Xyren shot her a warning look but didn't correct her.

Aria looked around the circle — the strange, mismatched group that somehow carried the kingdom's fate in their hands. Shadows. Spies. Guardians. And her — a girl pulled from another world who only wanted to go home.

Her throat tightened. "You said seventeen days."

"Yes."

Her voice fell to a whisper. "I'll help. But after that… I'm leaving."

The words caught even her off guard.

James blinked. "Leaving?"

"To where?" Nina asked.

"Home." Aria's voice softened. "To Earth."

The word felt distant now — like something from a fading dream.

Nike frowned, his tone unreadable. "You still believe there's a way back?"

"I have to."

Xyren's jaw flexed. For a moment, his mask cracked — something unreadable passed in his eyes. "We'll see," he murmured.

Before Aria could ask, he raised his hand. The floor beneath them glowed faintly — symbols sparking alive in a ring.

"Our meeting ends here. Lirien's patrols are everywhere today."

The world tilted again. Light swallowed them. When Aria blinked next, she stood back in her chamber — her heart racing, the air warm again, sunlight spilling through her balcony.

The letter still lay on her table. Kael's coronation.

She stared at it until her reflection blurred in the wax seal. The noise of the city drifted faintly through the windows — cheers, bells, traders shouting about silks and fruits.
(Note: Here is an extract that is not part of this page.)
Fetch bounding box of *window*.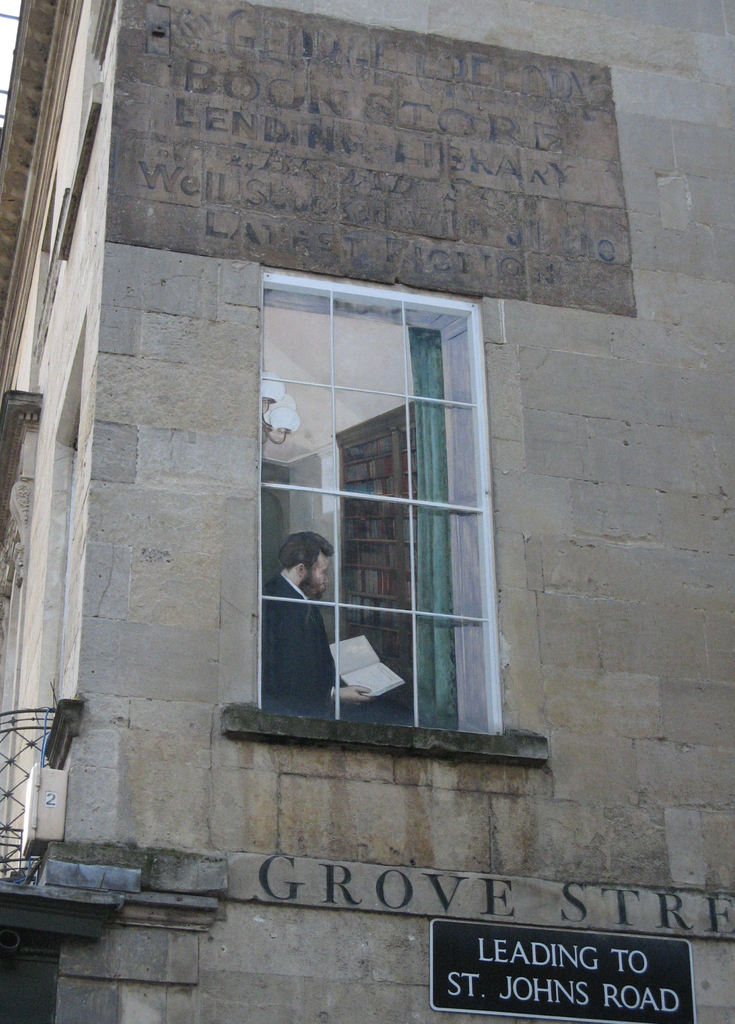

But all she could hear was Xyren's voice —

"Then you die."

And beneath it, quieter — almost lost in the hum of wind —

"We'll see."

She moved to the balcony, gripping the stone edge. The valley stretched far below, alive with color, music, and laughter. Yet under it all, she could feel something… watching. The Tree of Life shimmered faintly in the sunlight — its leaves whispering with the wind.

A celebration was coming. A coronation.And maybe — the end of everything that came before.

She pressed a hand to her heart. It beat too fast, too loud.

"Seventeen days," she murmured. "Then I'll be gone."

The Tree swayed in the distance. And though she couldn't hear it — it almost seemed to sigh.